House of Salt and Sorrows(87)



I drifted toward the doorway, wanting to keep an eye on Verity but also hating to miss what the commotion was. I heard Papa’s muttered curses mingled with the thud of his feet in the stairwell.

“Papa?” I called down the long hallway. “What’s going on?”

“And you’ve woken everyone in the house!” he chided Roland. They were both still dressed in bedclothes. “Go back to sleep, child. It’s only a messenger.”

A messenger in the dead of night?

I threw a glance over my shoulder to Verity, still peacefully slumbering. Dimming the sconces—I didn’t want her to wake in total darkness—I dashed out of the room, bolting past my sisters’ doors. If they were still twisting and twirling with their phantom partners, I did not want to know.

By the time I arrived in the foyer, a crowd of cooks and footmen, maids and groomsmen, had gathered. They circled around a ragged-looking sailor. He was soaked to the bone, with a wool blanket thrown over his shoulders. Still, he shook, nearly frozen from the cold night. He frantically searched the room until he spotted my father.

“My lord!” the sailor cried. “I bring awful news. There’s been a shipwreck just off the northern coast of Hesperus. Many have died. They’re trying to salvage the cargo, but the clipper is taking on water fast. We need help.”

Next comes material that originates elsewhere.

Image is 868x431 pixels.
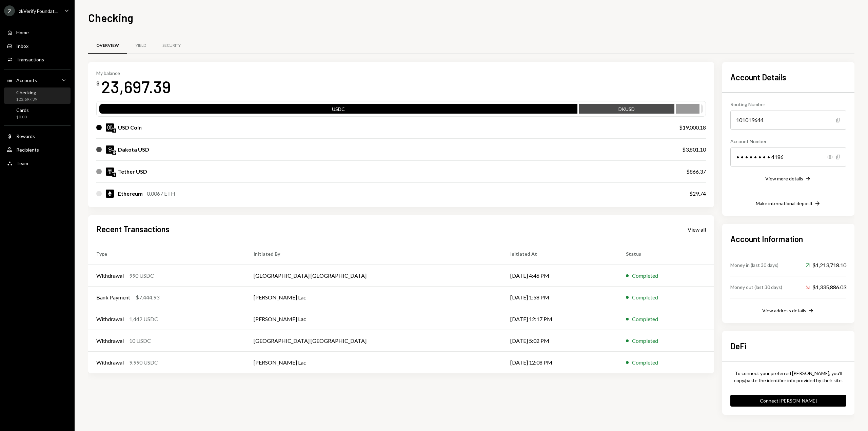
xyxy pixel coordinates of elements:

Papa stepped forward as those gathered gasped at the news. “Why have you wasted all this time coming here? Silas needs to light the distress beacon. Men from Selkirk and Astrea will come to your aid.”

“We tried Hesperus first, my lord, but something is wrong there. That’s why the clipper ran aground. The light was out. Old Maude has gone dark!”





“Our first priority is getting to the wreck,” Papa said, pacing in front of the large fireplace in his study. Above the mantel hung our family crest. The eyes of the Thaumas octopus glittered in the candlelight, as if it were amused by our predicament.

Cassius, Roland, the sailor, and I perched on chairs scattered about the room. Large maps and ocean charts, held in place at the corners with anchor-shaped paperweights, covered Papa’s desk.

“We need to save whatever lives—and cargo—we can.” Papa nodded to Roland. “Wake every able-bodied man we have, and set sail for the Rusalka immediately.” He peered out the window behind the desk, studying the weather vane attached to the lower gable. “The winds are in our favor, at least.” He tapped the map where the sailor said the ship had struck rocks. “If they hold up, you should be able to reach it in two hours’ time.”

Roland was gone with a click of his heels, taking the sailor with him.

“Papa, what about Old Maude?” I asked. “Shouldn’t we send someone to check on Silas? I can’t remember the light ever going out before.”

He sank into his chair, staring into the crackling flames as he rubbed at the circles under his eyes. “I just don’t understand what is happening. First Eulalie, then the girls. Now this. It’s almost as if…” He shook his head, clearing away his dark thoughts. He looked at me in confusion, as if truly seeing me for the first time that night. “What are you wearing, Annaleigh?”

“I…” I trailed off, unable to truly answer.

He waved it aside. “It doesn’t matter. Old Maude needs to be relit. I’ll wake Fisher. He needs to return and get the light back up and running.”

My mind wandered upstairs to my sisters’ rooms. Fisher had been at the ball with us. Would we find him dancing about his room as well?

“Papa—there’s something else I need to tell you,” I began, but Cassius shifted his head, warning me to stop.

“You have so much on your plate right now, sir,” Cassius said. “Let me go and wake him.”

“That would be very kind of you. I really ought to check on Morella. She was in such a tizzy when Roland woke us. Thank you both.”

I watched him head toward the foyer, his shoulders hunched with too much weight.

“Where’s Fisher’s room?” Cassius asked, drawing me to the task at hand.

“On the second floor, just above the kitchens on the servants’ side.”

We hurried up the stairs, moving aside as Roland clattered down the steps past us, a group of sleepy-eyed footmen following after him.

“You said he was at the ball with you?”

I nodded, leading him down the dimly lit hall. The walls were stark white, the doors plain with brass handles. I’d been to Fisher’s room once, when we were children. Hanna had boxed his ears when she found out. “Is he going to be like Camille and the others?”

“I don’t know,” Cassius answered. “I honestly don’t know what to expect from this night.”

“Was I like…that?” I asked, stopping outside Fisher’s room. I did not want to imagine myself spinning about and contorting into the poses I’d seen my sisters perform. That the Weeping Woman might have somehow forced me to made me want to cry.

“You were,” he confirmed quietly. “I thought it was some horrible prank, but you went through a beam of moonlight and I saw your face….”

“Were my eyes all black?” I asked. My voice felt impossibly small and tight.

“It might have been a trick of the shadows…but it was awful, Annaleigh. It was like you were just…gone. I was so scared I’d lost you somehow.”